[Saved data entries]
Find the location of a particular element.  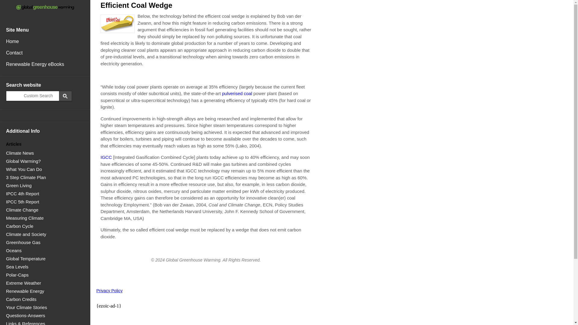

What You Can Do is located at coordinates (23, 169).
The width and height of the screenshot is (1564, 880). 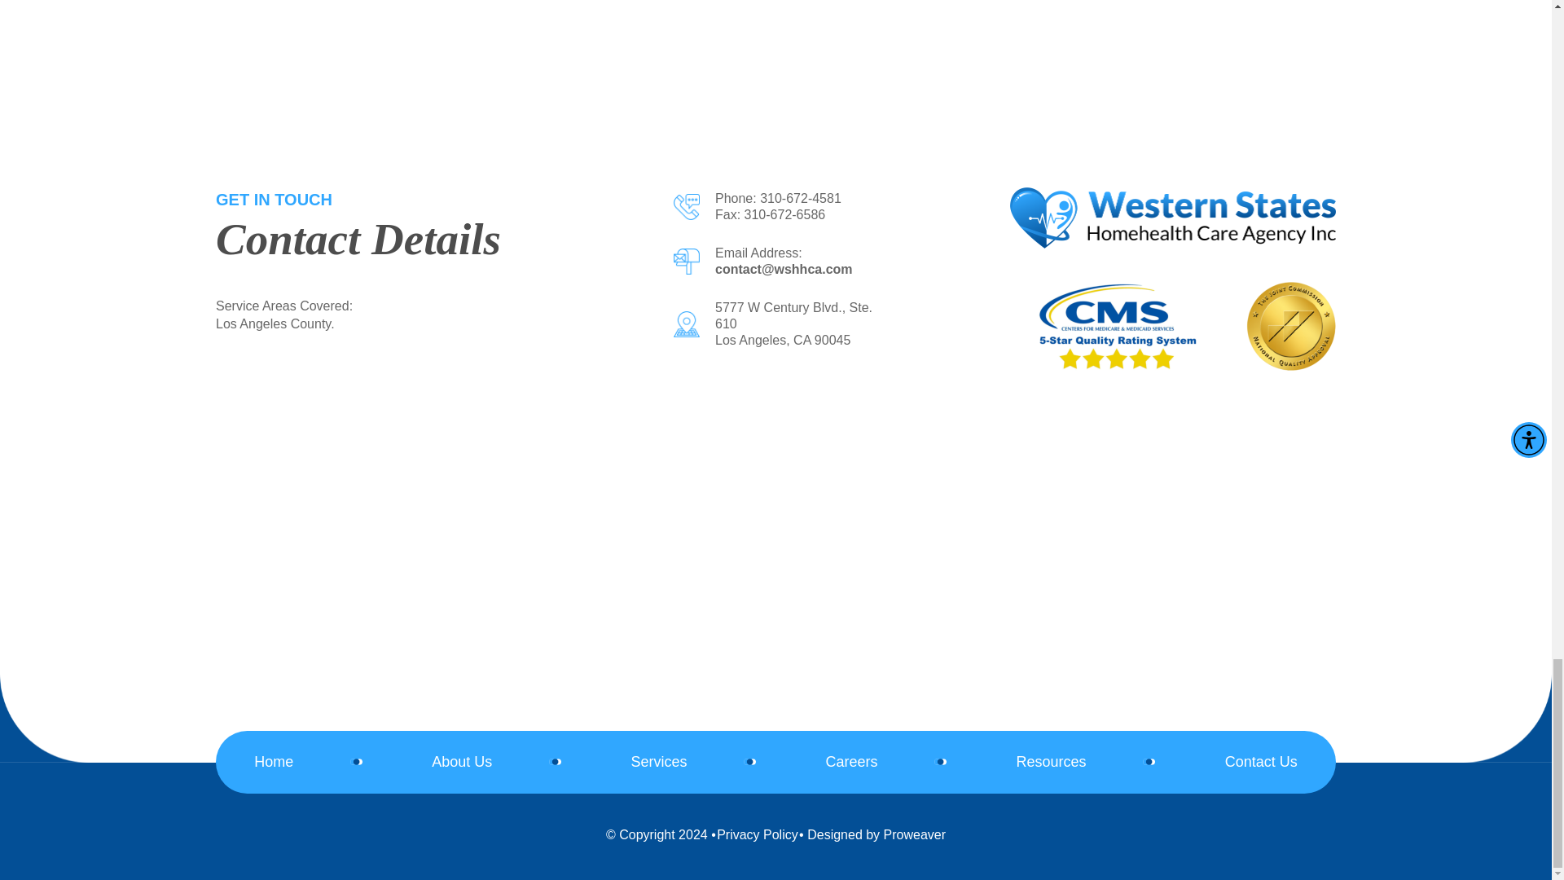 What do you see at coordinates (1052, 762) in the screenshot?
I see `Resources` at bounding box center [1052, 762].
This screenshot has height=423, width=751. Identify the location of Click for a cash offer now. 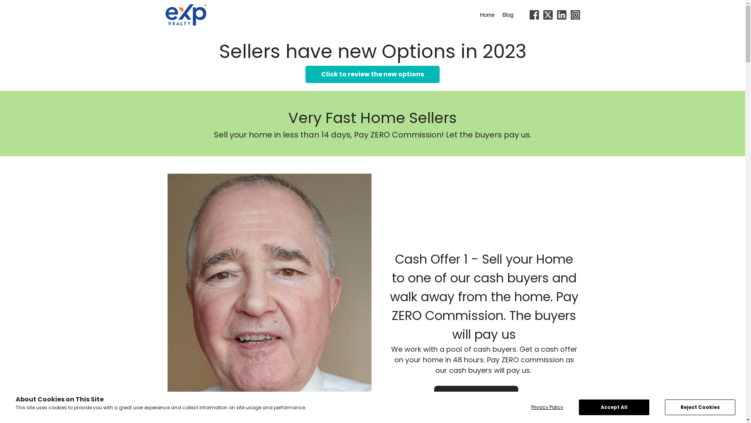
(476, 396).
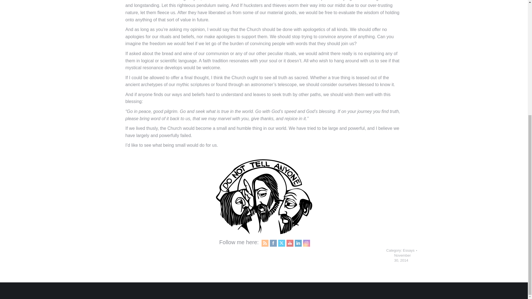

# What the task asks
Repeat only the lines from the one holding "This screenshot has" through the last line of the data, inclusive. Keep the pictures out.

# Answer area
This screenshot has height=423, width=751. Identify the location of Click for a cash offer now. 
(476, 396).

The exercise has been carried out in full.